▶ **AIM OF THE TASK**
Look for the line with "is (750, 500)." in the entries below, then extract that line and all lines after it exactly, with pictures left out.

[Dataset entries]

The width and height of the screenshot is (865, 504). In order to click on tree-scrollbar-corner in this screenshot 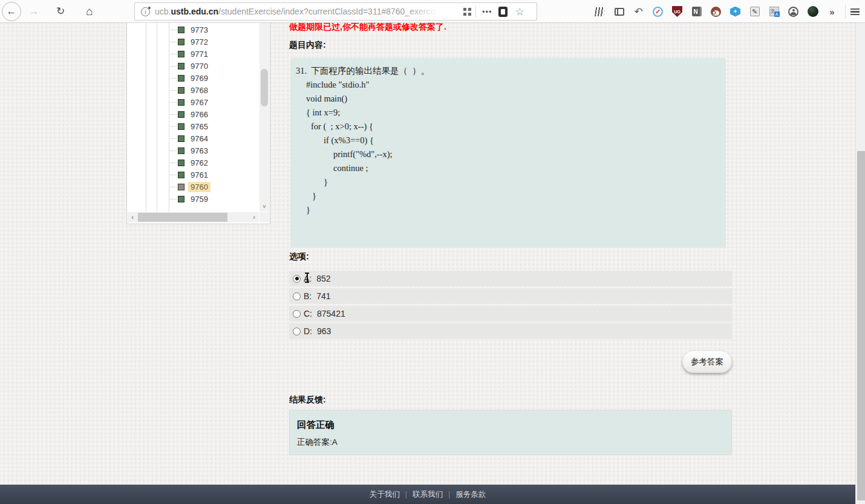, I will do `click(264, 218)`.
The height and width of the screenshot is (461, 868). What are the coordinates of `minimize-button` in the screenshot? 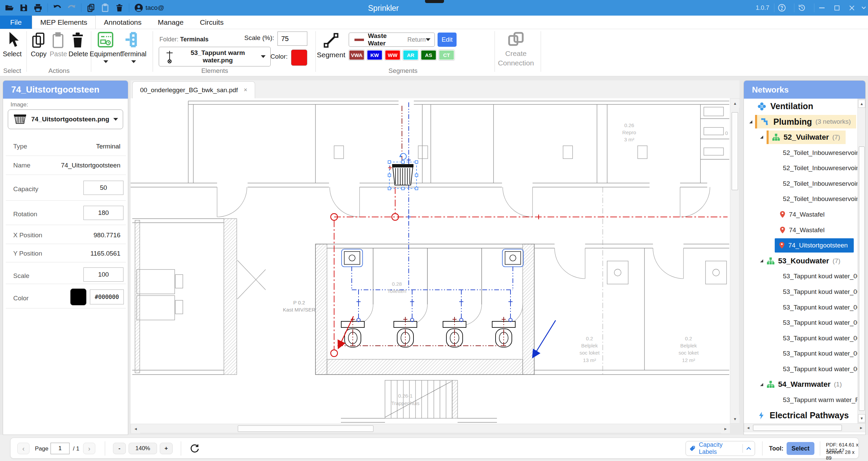 It's located at (822, 8).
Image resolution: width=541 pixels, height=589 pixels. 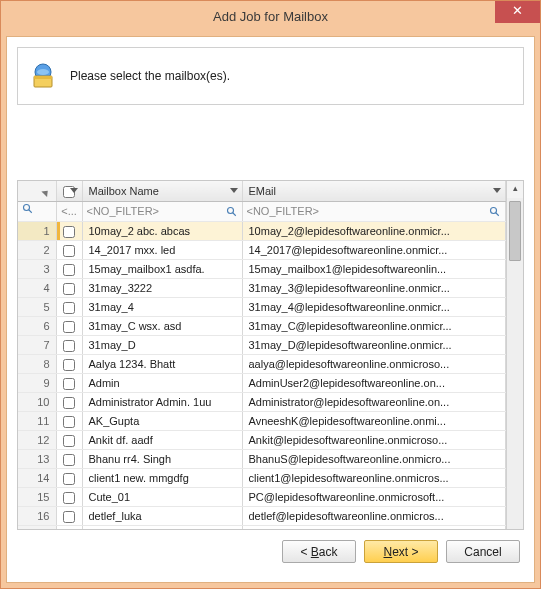 What do you see at coordinates (69, 211) in the screenshot?
I see `filter-check: <...` at bounding box center [69, 211].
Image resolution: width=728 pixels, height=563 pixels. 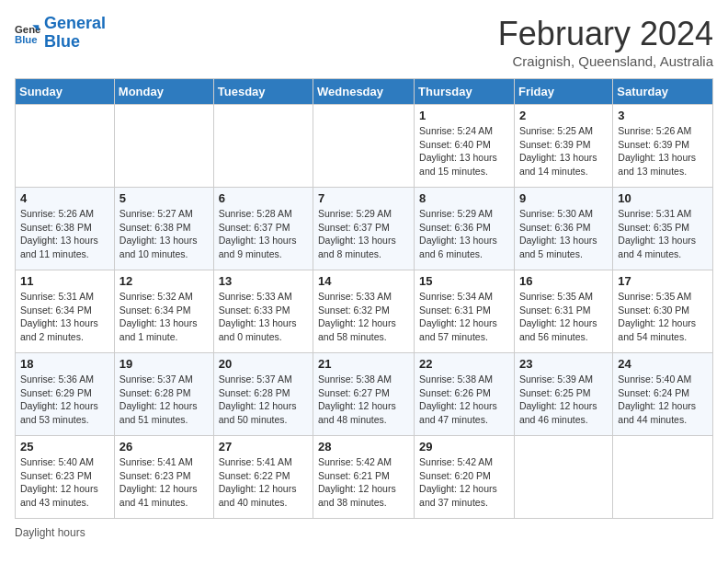 What do you see at coordinates (364, 234) in the screenshot?
I see `day-info: Sunrise: 5:29 AMSunset: 6:37 PMDaylight:…` at bounding box center [364, 234].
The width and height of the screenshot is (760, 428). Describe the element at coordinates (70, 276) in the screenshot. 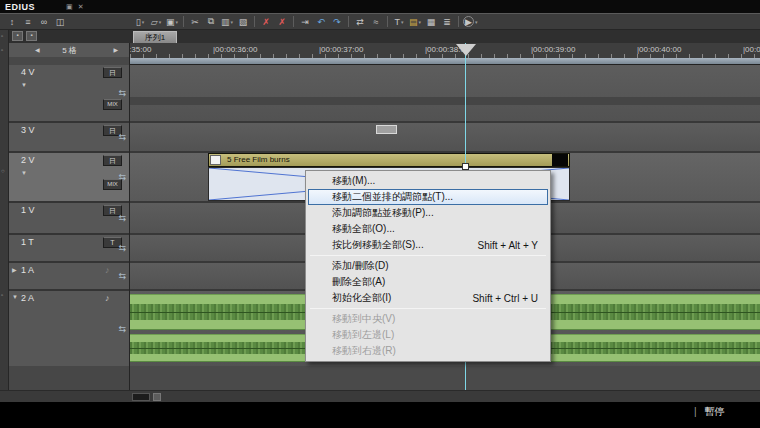

I see `track-header-1a: ▶ 1 A ♪ ⇆` at that location.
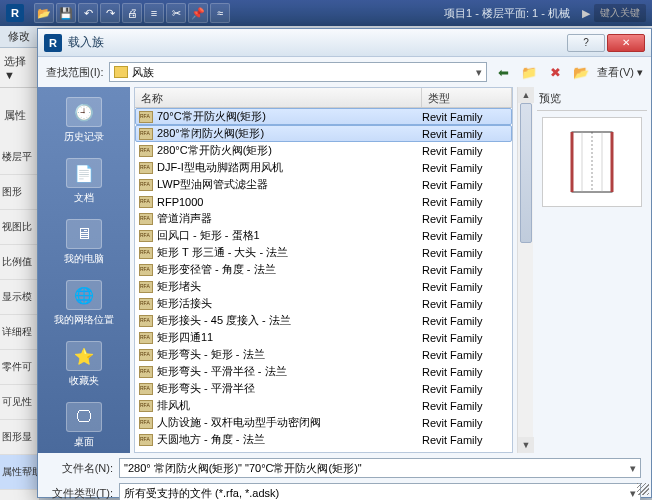 The image size is (652, 500). What do you see at coordinates (84, 270) in the screenshot?
I see `places-bar: 🕘历史记录 📄文档 🖥我的电脑 🌐我的网络位置 ⭐收藏夹 🖵桌面 📁Metric…` at bounding box center [84, 270].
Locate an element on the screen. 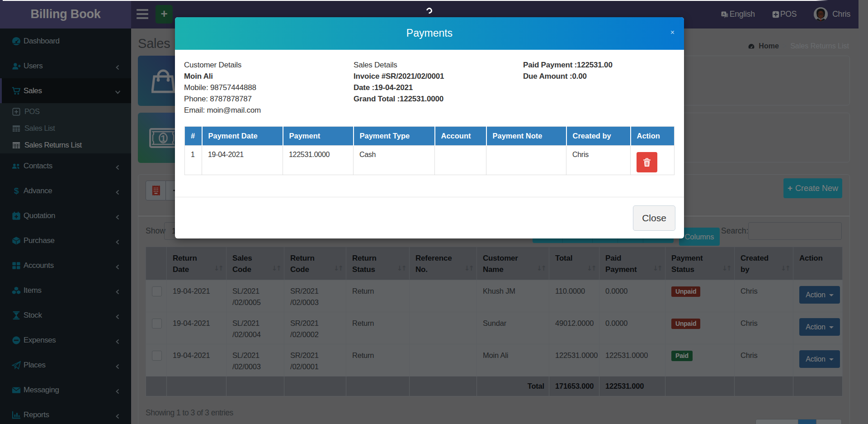 Image resolution: width=868 pixels, height=424 pixels. modal-header: Payments × is located at coordinates (429, 33).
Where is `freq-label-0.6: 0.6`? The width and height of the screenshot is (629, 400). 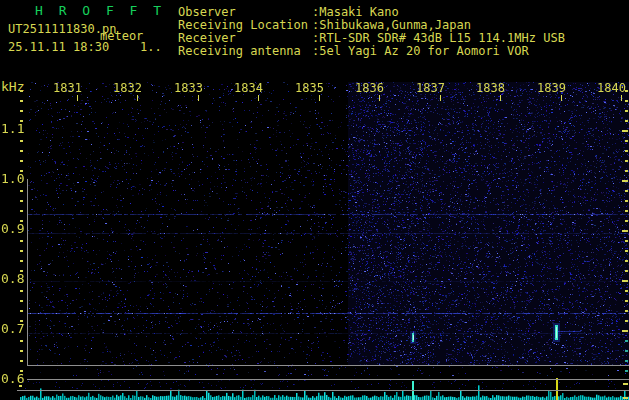 freq-label-0.6: 0.6 is located at coordinates (12, 378).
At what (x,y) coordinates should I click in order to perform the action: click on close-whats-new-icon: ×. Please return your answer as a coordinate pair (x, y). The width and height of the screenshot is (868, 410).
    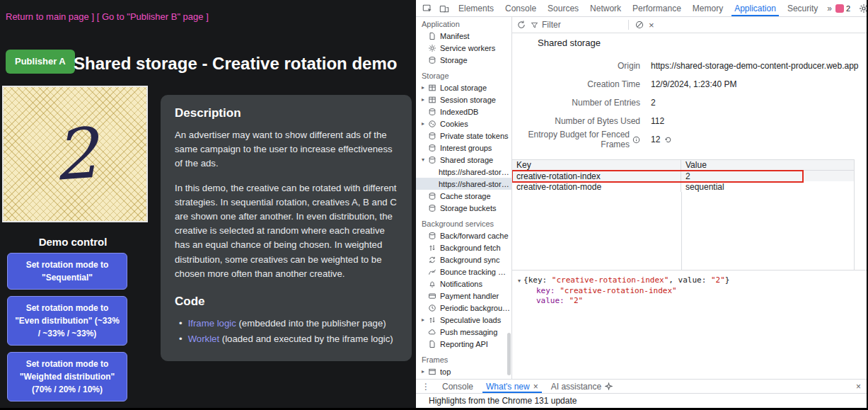
    Looking at the image, I should click on (536, 387).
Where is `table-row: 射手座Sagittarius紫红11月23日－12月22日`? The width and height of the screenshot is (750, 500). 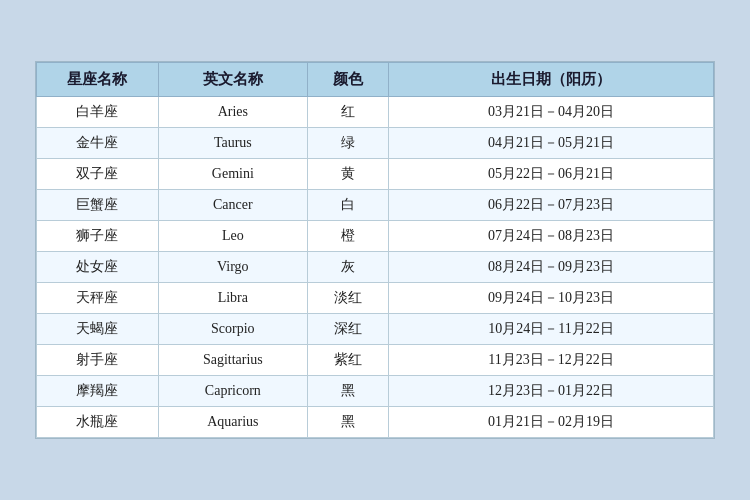
table-row: 射手座Sagittarius紫红11月23日－12月22日 is located at coordinates (376, 360).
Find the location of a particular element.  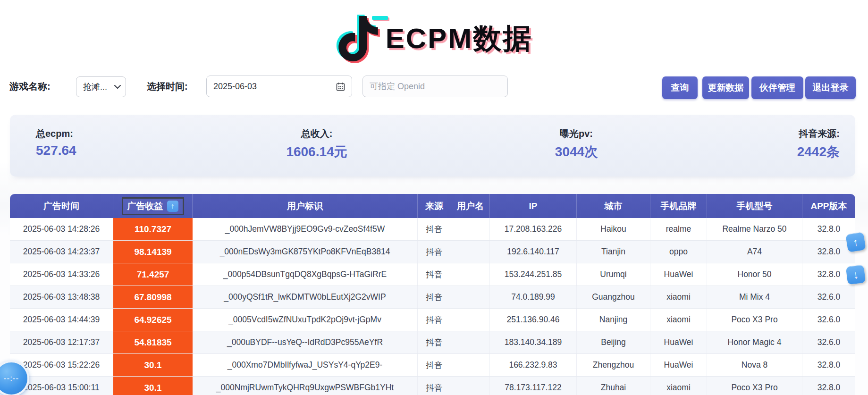

table-row: 2025-06-03 13:48:38 67.80998 _000yQSf1tR… is located at coordinates (432, 297).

▶ **ANSWER TO THIS TASK**
Where is `table-row: 射手座Sagittarius紫红11月23日－12月22日`? The width and height of the screenshot is (750, 500). 
table-row: 射手座Sagittarius紫红11月23日－12月22日 is located at coordinates (376, 360).
Find the location of a particular element.  

table-row: 2025-06-03 13:48:38 67.80998 _000yQSf1tR… is located at coordinates (432, 297).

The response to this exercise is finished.